Glimpses of the ultrafast world of electrons are altering scientists’ imaginative and prescient of the internal workings of atoms and molecules. The 2023 Nobel Prize in physics goes to 3 physicists who illuminated this realm with ultrashort pulses of sunshine, the Royal Swedish Academy of Sciences introduced October 3.
Physicists Pierre Agostini, Ferenc Krausz and Anne L’Huillier will cut up the 11 million Swedish kronor (about $1 million) prize, awarded “for experimental strategies that generate attosecond pulses of sunshine for the research of electron dynamics in matter.”

Ohio State College; © MPI for Quantum Optics; boberger/Wikimedia Commons (CC BY-SA 3.0)
Inside atoms and molecules, electrons zip round at excessive speeds. Capturing their to-and-fro is feasible solely with pulses of sunshine which are extraordinarily brief. It’s akin to a digicam flash that lasts mere attoseconds, or billionths of a billionth of a second.
People have lengthy strived to measure processes with rising precision, says Peter Armitage, a physicist at Johns Hopkins College. “With the arrival of lasers, the timescales that you would measure grew to become shorter and shorter [because] you’re doing it with ultrafast gentle pulses.”
Over many years, researchers have honed the power to create such near-instantaneous bursts of sunshine (SN: 3/12/10). Within the Nineteen Eighties, L’Huillier, now at Lund College in Sweden, observed that infrared laser gentle despatched by a fuel would create gentle of a wide range of wavelengths, what’s often known as high-harmonic technology. The impact is a results of how that gentle interacts with the electrons within the fuel, by a course of which L’Huillier’s analysis helped make clear.
These different wavelengths, often known as overtones or harmonics, are just like the overtones that assist give musical devices their distinctive sounds. Including collectively the precise combos of overtones ends in very brief pulses of sunshine. With this methodology, researchers led by Agostini, now at Ohio State College in Columbus, in 2001 produced a sequence of sunshine pulses, every of which lasted simply 250 attoseconds. The identical yr, Krausz, now on the Max Planck Institute of Quantum Optics in Garching, Germany, and colleagues created single pulses lasting simply 650 attoseconds. At present, scientists could make a lot shorter pulses tens of attoseconds lengthy.
“I used to be personally fascinated by this discipline from the beginning, and because of this I continued with it throughout many, a few years,” L’Huillier stated in a cellphone name in the course of the announcement. L’Huillier is just the fifth girl to obtain the physics Nobel. “There usually are not so many ladies that get this prize, so it’s very, very particular,” she stated.
Scientists have used this method to discover the conduct of electrons inside atoms and molecules. For instance, the approach has revealed the timescale for the photoelectric impact, wherein gentle knocks an electron out of an atom, and particulars of quantum tunneling, wherein electrons move by obstacles that appear insurmountable (SN: 7/6/17).
The approach additionally reveals the conduct of molecules. “You possibly can watch the motions of molecules themselves, primarily to make motion pictures of molecular movement,” Armitage says. “And that is of huge curiosity for all types of issues: for [everything from] understanding why some supplies are superconductors at excessive temperatures to photovoltaic functions, harvesting vitality from gentle…. I feel it’s actually excellent at first.”
Robert Rosner, a theoretical physicist on the College of Chicago, says one software includes designing supplies from scratch.“Chemistry is all about how electrons … work together with each other,” he says. “It’s like constructing a home, and that you must know what goes first and what’s the subsequent step.” However on this case, you wish to comply with what the electrons do throughout chemical synthesis — which is one thing ultrashort gentle pulses can do. “It actually opens up a completely new mind-set about how we really make stuff.”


**YOUR INSTRUCTIONS**
In the data below, find every line with the word "chart" and copy it.

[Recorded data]
================================

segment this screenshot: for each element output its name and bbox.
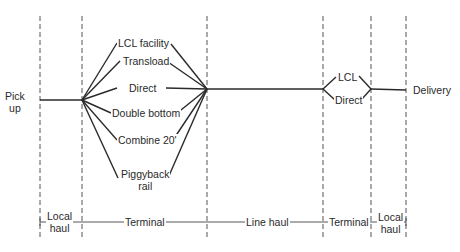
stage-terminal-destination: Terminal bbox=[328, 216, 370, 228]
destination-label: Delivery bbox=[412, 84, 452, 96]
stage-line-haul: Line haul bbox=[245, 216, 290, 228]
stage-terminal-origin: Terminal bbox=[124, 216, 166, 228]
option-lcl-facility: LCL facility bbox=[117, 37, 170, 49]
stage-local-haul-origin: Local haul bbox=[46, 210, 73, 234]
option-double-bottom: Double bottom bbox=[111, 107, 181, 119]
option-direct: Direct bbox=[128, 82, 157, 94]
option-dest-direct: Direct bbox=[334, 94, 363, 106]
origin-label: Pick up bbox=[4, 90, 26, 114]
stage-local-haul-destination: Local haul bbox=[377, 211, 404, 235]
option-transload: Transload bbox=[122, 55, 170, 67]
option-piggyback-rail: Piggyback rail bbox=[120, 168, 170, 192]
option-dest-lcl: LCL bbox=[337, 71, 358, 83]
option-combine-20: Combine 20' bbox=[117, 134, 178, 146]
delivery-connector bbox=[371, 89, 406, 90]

================================

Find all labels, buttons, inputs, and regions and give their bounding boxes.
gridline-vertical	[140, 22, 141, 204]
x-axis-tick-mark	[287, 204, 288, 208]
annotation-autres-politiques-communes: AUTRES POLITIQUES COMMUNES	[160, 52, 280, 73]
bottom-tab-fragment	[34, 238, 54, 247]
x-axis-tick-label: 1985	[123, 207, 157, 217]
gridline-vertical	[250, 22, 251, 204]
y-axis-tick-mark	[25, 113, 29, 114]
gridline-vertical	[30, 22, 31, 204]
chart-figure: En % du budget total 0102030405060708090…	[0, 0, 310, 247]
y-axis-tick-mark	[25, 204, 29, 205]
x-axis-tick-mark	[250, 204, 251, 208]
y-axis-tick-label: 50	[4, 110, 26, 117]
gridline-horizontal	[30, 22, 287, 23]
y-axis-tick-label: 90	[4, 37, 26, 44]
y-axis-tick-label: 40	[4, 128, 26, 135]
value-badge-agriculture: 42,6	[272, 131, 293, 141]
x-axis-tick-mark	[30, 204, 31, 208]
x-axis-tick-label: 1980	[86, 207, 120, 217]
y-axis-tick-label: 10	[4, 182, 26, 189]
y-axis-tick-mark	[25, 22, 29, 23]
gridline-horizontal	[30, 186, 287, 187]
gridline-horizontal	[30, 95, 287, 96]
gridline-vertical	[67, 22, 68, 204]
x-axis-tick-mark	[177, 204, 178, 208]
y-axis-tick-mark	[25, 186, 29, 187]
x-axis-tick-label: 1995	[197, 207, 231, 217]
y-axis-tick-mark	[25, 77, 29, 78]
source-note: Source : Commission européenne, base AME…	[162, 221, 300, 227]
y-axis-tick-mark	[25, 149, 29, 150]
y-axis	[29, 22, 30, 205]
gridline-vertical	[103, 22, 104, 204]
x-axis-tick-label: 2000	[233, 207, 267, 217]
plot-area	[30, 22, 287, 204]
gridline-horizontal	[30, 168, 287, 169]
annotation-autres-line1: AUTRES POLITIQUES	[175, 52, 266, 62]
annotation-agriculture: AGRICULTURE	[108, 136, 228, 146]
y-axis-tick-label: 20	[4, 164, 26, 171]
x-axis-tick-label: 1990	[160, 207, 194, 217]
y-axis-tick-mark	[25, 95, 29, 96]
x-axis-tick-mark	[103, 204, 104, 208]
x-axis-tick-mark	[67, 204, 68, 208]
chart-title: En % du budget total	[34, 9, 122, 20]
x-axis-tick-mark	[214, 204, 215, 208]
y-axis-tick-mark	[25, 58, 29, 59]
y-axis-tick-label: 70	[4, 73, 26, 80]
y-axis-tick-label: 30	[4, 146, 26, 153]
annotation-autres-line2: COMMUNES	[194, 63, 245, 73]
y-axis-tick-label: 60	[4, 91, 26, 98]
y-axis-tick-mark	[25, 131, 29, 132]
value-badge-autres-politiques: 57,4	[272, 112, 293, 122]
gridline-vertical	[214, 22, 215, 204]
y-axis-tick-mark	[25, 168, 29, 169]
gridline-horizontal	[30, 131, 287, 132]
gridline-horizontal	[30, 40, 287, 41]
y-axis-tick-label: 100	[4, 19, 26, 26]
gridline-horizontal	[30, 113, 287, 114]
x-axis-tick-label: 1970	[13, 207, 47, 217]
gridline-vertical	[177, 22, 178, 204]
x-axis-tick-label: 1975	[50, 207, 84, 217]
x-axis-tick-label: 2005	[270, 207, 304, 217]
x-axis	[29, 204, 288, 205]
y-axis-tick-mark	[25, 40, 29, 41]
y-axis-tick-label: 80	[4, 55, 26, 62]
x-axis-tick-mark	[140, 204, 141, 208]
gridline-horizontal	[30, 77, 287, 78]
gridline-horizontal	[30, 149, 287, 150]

================================

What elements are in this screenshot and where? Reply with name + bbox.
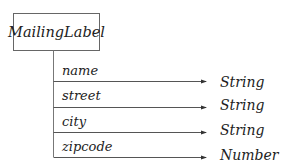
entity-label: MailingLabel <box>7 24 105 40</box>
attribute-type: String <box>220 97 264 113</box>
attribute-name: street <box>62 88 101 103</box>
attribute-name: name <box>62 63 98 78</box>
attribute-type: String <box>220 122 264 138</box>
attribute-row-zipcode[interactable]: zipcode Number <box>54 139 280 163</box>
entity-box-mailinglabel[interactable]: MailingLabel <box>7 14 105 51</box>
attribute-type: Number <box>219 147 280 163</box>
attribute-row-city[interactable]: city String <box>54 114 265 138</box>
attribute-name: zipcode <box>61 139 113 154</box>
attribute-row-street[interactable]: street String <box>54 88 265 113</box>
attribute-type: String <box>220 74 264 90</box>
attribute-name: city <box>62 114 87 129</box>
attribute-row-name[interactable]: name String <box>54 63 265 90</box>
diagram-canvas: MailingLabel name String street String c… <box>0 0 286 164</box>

================================

**REPLY**
chart-figure: En % du budget total 0102030405060708090…	[0, 0, 310, 247]
chart-title: En % du budget total	[34, 9, 122, 20]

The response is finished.